Submission + - GNU Octave Gets a GUI (phoronix.com) 1

jones_supa writes: GNU Octave — the open source numerical computation suite compatible with MATLAB — is doing very well. The new 3.8 release is a big change, as it brings a graphical user interface, a feature which has long been requested by users. It is peppered with OpenGL acceleration and uses the super fast FLTK toolkit for widgets. The CLI interface still remains available and GNUplot is used as a fallback in cases where OpenGL or FLTK support is not available. Other changes to Octave 3.8 are support for nested functions with scoping rules, limited support for named exceptions, new regular expressions, a TeX parser for the FLTK toolkit, overhauls to many of the m-files, function rewrites, and numerous other changes and bug fixes.

Submission + - NASA's LLCD Tests Confirm Laser Communication Capabilities in Space (gizmag.com)

An anonymous reader writes: This week, NASA released the results of its Lunar Laser Communication Demonstration’s (LLCD) 30-day test carried out by its Lunar Atmosphere and Dust Environment Explorer (LADEE) that is currently in orbit around the Moon. According to the space agency, the LLCD mission proved that laser communications are practical at a distance of a quarter of a million miles and that such a system could perform as well, if not better, than any NASA radio system.

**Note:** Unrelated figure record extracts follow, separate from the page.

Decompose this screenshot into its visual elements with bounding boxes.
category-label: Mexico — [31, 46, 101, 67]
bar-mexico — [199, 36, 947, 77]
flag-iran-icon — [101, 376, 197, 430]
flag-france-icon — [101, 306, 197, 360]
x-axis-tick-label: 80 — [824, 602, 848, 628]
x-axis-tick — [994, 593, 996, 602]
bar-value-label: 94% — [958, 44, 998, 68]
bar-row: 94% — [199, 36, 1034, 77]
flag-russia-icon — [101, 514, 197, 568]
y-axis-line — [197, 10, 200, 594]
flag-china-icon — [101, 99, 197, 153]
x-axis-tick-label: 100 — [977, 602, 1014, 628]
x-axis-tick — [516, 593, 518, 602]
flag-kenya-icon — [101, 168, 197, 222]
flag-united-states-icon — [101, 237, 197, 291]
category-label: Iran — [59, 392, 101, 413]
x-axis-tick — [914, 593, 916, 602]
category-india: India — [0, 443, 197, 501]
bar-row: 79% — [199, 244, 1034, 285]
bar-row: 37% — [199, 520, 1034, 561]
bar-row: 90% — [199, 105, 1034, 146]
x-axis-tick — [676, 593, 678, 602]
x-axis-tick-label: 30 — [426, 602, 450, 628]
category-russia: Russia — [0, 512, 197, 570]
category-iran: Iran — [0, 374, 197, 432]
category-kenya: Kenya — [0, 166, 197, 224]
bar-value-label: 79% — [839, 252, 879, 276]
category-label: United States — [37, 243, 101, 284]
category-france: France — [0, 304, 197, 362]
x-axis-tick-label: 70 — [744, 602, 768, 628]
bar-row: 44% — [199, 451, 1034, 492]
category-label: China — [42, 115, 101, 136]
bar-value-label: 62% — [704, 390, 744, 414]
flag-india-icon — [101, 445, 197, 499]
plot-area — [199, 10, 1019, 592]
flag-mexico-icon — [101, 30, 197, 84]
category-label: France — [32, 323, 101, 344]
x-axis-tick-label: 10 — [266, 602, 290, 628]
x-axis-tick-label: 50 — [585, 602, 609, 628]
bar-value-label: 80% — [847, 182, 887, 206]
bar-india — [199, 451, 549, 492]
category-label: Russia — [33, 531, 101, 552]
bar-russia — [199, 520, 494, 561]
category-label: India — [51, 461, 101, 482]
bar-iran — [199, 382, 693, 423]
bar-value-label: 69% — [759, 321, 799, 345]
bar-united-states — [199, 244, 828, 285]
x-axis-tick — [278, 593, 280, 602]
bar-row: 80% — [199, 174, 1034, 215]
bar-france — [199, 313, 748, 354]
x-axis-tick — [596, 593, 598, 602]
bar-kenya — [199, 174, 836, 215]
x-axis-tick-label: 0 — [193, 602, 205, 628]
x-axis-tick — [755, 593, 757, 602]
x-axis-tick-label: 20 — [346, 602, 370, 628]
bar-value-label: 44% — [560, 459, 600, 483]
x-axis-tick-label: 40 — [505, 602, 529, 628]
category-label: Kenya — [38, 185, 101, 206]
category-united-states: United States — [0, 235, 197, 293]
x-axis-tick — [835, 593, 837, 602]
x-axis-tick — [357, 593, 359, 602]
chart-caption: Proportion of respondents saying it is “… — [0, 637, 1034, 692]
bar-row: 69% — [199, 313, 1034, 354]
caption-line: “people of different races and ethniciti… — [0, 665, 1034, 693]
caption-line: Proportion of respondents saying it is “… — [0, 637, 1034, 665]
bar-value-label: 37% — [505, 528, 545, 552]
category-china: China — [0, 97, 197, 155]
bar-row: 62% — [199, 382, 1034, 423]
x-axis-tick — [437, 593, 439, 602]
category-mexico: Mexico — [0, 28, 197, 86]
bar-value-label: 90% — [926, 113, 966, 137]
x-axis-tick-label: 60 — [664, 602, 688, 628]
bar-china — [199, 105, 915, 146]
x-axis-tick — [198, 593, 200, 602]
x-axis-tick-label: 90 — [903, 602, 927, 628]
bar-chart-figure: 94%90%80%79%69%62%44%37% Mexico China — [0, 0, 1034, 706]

Submission + - PC makers plan rebellion against Microsoft at CES (foxnews.com) 1

Velcroman1 writes: Fearing rapidly plummeting sales of traditional laptops and desktop computers — which fell by another 10 percent or so in 2013 — manufacturers are planning a revolt against Microsoft and the Windows operating system, analysts say. At the 2014 CES in Las Vegas, multiple computer makers will unveil systems that simultaneously run two different operating systems, both Windows and the Android OS that powers many of the world’s tablets and smartphones, two different analysts said recently. The new devices will be called “PC Plus” machines, explained analyst Tim Bajarin. "A PC Plus machine will run Windows 8.1 but will also run Android apps as well," Bajarin wrote. Another analyst put the threat to Windows bluntly: "This should scare the heck out of Microsoft."

Comment Electronics Manufacturing is already automated (Score 3, Insightful) 162

Exactly what part of electronics manufacturing needs to be automated? The cheap prices and mass production of electronics we currently enjoy is partly due to widespread use of pick-and-place machines and wave soldering machines. I'm sure there are some manual steps in the assembly, but that is only the last 10 - 20% of the labor involved in manufacturing. The bulk of it has been automated for decades.

Comment Re:That's a shame (Score 1) 332

There is simply nothing I can say to anyone who hasn't done it...

I've made several hundred jumps myself. When asked to explain it, I refer to Charles Lindbergh who put it into words better than I ever could:

"...when I decided that I too must pass through the experience of a parachute jump, life rose to a higher level, to a sort of exhilarated calmness. The thought of crawling out onto the struts and wires hundreds of feet above the earth, and then giving up even that tenuous hold of safety and of substance, left me a feeling of anticipation mixed with dread, of confidence restrained by caution, of courage salted through with fear. How tightly should one hold onto life? How loosely give it rein? What gain was there for such a risk? I would have to pay in money for hurling my body into space. There would be no crowd to watch and applaud my landing. Nor was there any scientific objective to be gained. No, there was deeper reason for wanting to jump, a desire I could not explain.

It was that quality that led me into aviation in the first place — it was a love of the air and sky and flying, the lure of adventure, the appreciation of beauty. It lay beyond the descriptive words of man — where immortality is touched through danger, where life meets death on equal plane; where man is more than man, and existence both supreme and valueless at the same instant."